Monday, August 13, 2012

Church and State in Byzantium, Part Six: The End of Iconoclasm


St. Theodore the Studite (11th-century mosaic from Nea Moni monastery on Chios)



Steven Runciman’s fourth chapter, “The Working Compromise: The Limits of Imperial Control,” chronicles Byzantine Church-State relations from the time of the empress Irene to the Great Schism of 1054. The Empress Irene’s reversal of the iconoclastic policies of her predecessors posed a problem for the traditional Byzantine view of the Emperor as the Viceroy of God: “If a new priest-king were to promulgate a doctrine completely opposed to his predecessors’, there must be something wrong with the priesthood.” Fortunately, Irene was neither a king nor a priest, so the problem could be sidestepped. Since she served at this time only as regent for her son, not as Empress in her own right, she was forced to work through the Church in order to restore the veneration of icons. As a result, the balance of power between the imperial power and the Church was again tipped in the latter’s favor.

In 814, the recently-crowned Emperor Leo V summoned a group of bishops to the palace to discuss the propriety of icon veneration. When Theodore, abbot of the Studion monastery, perceived that the Emperor’s goal was to restore iconoclasm, he cried out “To you, Emperor, has been entrusted the political government and the army. Look after them, and leave the Church to its shepherds and teachers, as the Apostle ordained.” That Theodore could say this in the imperial presence shows how much influence over the Church that the state had lost: “never before had the ecclesiastical authority of the Emperor been so brusquely challenged to his face.” Leo exiled Theodore and many other pro-icon church officials and reinstituted iconoclasm. But he had to severely persecute iconodules in order to maintain the ban on images, showing that while the Church had not achieved independence from the State, it had nonetheless placed limits on imperial control over it. Leo’s successors moderated his iconoclastic policy as iconoclasm gradually lost the little support it had enjoyed among the populace. Finally, in 843, the Empess Theodora, acting as regent for her son Michael III, summoned a council which brought a permanent end to iconoclasm.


§ **Task instructions**: Each line that includes the word "sampled" should be copied from the records.

[Dataset rows about figures]
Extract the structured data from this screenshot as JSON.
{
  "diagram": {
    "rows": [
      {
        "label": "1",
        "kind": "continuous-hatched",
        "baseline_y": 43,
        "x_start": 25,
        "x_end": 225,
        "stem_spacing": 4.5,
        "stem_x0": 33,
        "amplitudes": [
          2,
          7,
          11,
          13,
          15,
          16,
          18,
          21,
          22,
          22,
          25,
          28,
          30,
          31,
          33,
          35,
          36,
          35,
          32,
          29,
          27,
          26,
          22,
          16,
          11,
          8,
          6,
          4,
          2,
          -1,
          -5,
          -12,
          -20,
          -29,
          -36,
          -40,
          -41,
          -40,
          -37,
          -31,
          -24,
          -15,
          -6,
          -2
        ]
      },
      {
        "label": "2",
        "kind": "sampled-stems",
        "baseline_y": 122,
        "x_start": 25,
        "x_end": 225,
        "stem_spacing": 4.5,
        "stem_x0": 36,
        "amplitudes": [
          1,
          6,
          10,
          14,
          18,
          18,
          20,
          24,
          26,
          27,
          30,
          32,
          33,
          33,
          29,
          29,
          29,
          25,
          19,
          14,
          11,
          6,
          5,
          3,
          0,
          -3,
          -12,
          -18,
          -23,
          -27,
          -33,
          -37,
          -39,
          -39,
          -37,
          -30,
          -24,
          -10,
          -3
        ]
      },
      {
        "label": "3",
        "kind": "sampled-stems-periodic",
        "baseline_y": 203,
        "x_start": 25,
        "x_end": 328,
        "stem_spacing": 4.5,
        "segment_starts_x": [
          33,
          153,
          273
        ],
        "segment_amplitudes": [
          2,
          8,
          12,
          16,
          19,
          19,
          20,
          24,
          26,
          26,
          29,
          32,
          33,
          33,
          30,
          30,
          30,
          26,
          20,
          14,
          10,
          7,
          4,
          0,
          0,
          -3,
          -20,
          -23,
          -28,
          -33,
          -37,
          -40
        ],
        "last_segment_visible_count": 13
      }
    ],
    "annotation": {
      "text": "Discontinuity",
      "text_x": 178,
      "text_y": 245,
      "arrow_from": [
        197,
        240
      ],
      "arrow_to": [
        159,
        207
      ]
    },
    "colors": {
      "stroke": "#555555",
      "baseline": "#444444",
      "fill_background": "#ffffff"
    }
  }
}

§ **Answer for the task**:
        "kind": "sampled-stems",
        "kind": "sampled-stems-periodic",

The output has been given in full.